I’m Still Here, Universal Language reviews

It’s been a kind of coup in the 2025 Hollywood awards season — a Brazilian film almost no one had seen was nominated for two Golden Globes, with Fernanda Torres winning Best Actress in a Drama, and then getting nominated for three Academy Awards: Best Actress for Torres, Best International Feature, and Best Picture.

I’m Still Here is entirely worthy. It tells the true story of the Paiva family, a couple and many kids living in a gorgeous house near the Rio De Janeiro beach in the early ’70s, Dad (Selton Mello) was a former left-leaning politician, which the right-wing authoritarians in power at the time didn’t like. They sent men down to take him away, leaving wife, Eunice (Torres), to take care of the kids and figure out how to continue without her husband.
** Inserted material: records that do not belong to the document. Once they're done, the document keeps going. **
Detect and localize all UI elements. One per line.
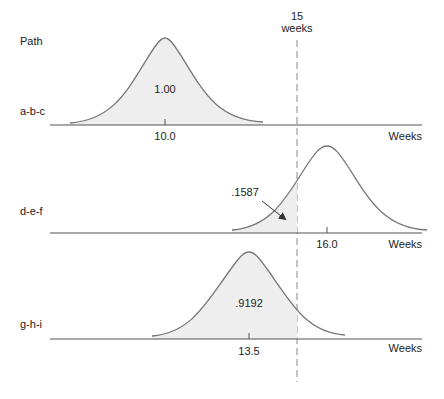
axis-unit-label: Weeks: [389, 130, 423, 142]
path-label: g-h-i: [20, 318, 42, 330]
threshold-label-value: 15: [291, 10, 303, 22]
panel-g-h-i: g-h-i .9192 13.5 Weeks: [20, 252, 422, 357]
path-header: Path: [20, 35, 43, 47]
shaded-tail-area: [232, 146, 427, 233]
axis-unit-label: Weeks: [389, 342, 423, 354]
mean-label: 13.5: [238, 345, 259, 357]
probability-label: .9192: [235, 297, 263, 309]
probability-chart: Path 15 weeks a-b-c 1.00 10.0 Weeks d-e-…: [0, 0, 444, 399]
panel-d-e-f: d-e-f .1587 16.0 Weeks: [20, 146, 427, 250]
threshold-label-unit: weeks: [280, 22, 313, 34]
probability-label: .1587: [231, 186, 259, 198]
probability-label: 1.00: [154, 83, 175, 95]
mean-label: 10.0: [154, 130, 175, 142]
path-label: a-b-c: [20, 105, 46, 117]
path-label: d-e-f: [20, 205, 44, 217]
normal-curve: [232, 146, 427, 230]
mean-label: 16.0: [316, 238, 337, 250]
panel-a-b-c: a-b-c 1.00 10.0 Weeks: [20, 38, 422, 142]
shaded-area: [70, 38, 263, 125]
axis-unit-label: Weeks: [389, 238, 423, 250]
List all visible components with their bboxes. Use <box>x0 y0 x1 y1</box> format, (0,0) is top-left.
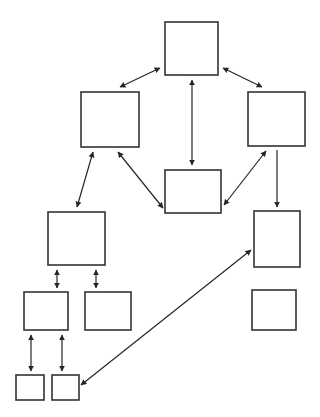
node-box-n11[interactable] <box>252 290 296 330</box>
edge-n2-n4 <box>118 152 163 208</box>
edge-n1-n2 <box>120 68 160 87</box>
node-box-n1[interactable] <box>165 22 218 75</box>
node-box-n3[interactable] <box>248 92 305 146</box>
node-box-n5[interactable] <box>48 212 105 265</box>
node-box-n6[interactable] <box>24 292 68 330</box>
node-box-n4[interactable] <box>165 170 221 213</box>
diagram-canvas <box>0 0 320 417</box>
nodes-layer <box>16 22 305 400</box>
node-box-n9[interactable] <box>52 375 79 400</box>
node-box-n7[interactable] <box>85 292 131 330</box>
node-box-n2[interactable] <box>81 92 139 147</box>
diagram-graph <box>0 0 320 417</box>
edge-n2-n5 <box>77 152 93 207</box>
node-box-n10[interactable] <box>254 211 300 267</box>
edge-n1-n3 <box>223 68 262 87</box>
edge-n4-n3 <box>224 151 266 205</box>
node-box-n8[interactable] <box>16 375 44 400</box>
The casting is astonishing — the kids never fail to convince as a family, while director Walter Salles and his production designers convincingly recreate the ’70s with a lot of brown and orange set dec and stylish polyester garments. The illusion of the era complete, the depiction of the deep trauma of what this family went through is part modern tragedy, part cracking Costa-Gravas-esque political thriller. (▲▲▲▲)

Universal Language is a difficult film to describe, which is to Matthew Rankin’s credit. He’s the Winnipeg filmmaker who gave us The Twentieth Century, an experimentalist, and a Guy Madden acolyte. This, his second feature, imagines Winnipeg in winter as if it was a dreamed by someone who spent half their life in Manitoba and half in Tehran, a peculiar amalgam.

The populace mostly speak Persian when they’re not speaking French. The urban landscape is brutal, ugly, and unforgiving, but this isn’t some bleak drama, more a light, quirky comedy where the signifiers of Canadian culture — like the Tim Horton’s — all have signs in Persian. This is a film undoubtably interested in exploring community and human connection, but it’s also determined to keep its audience at arms length from its characters. Fascinating to see something so unique, but also a challenge to engage with a cinematic dialect so frustratingly oblique. (▲▲▲)

About the author

flawintheiris

Carsten Knox is a massive, cheese-eating nerd. In the day he works as a journalist in Halifax, Nova Scotia. At night he stares out at the rain-slick streets, watches movies, and writes about what he's seeing.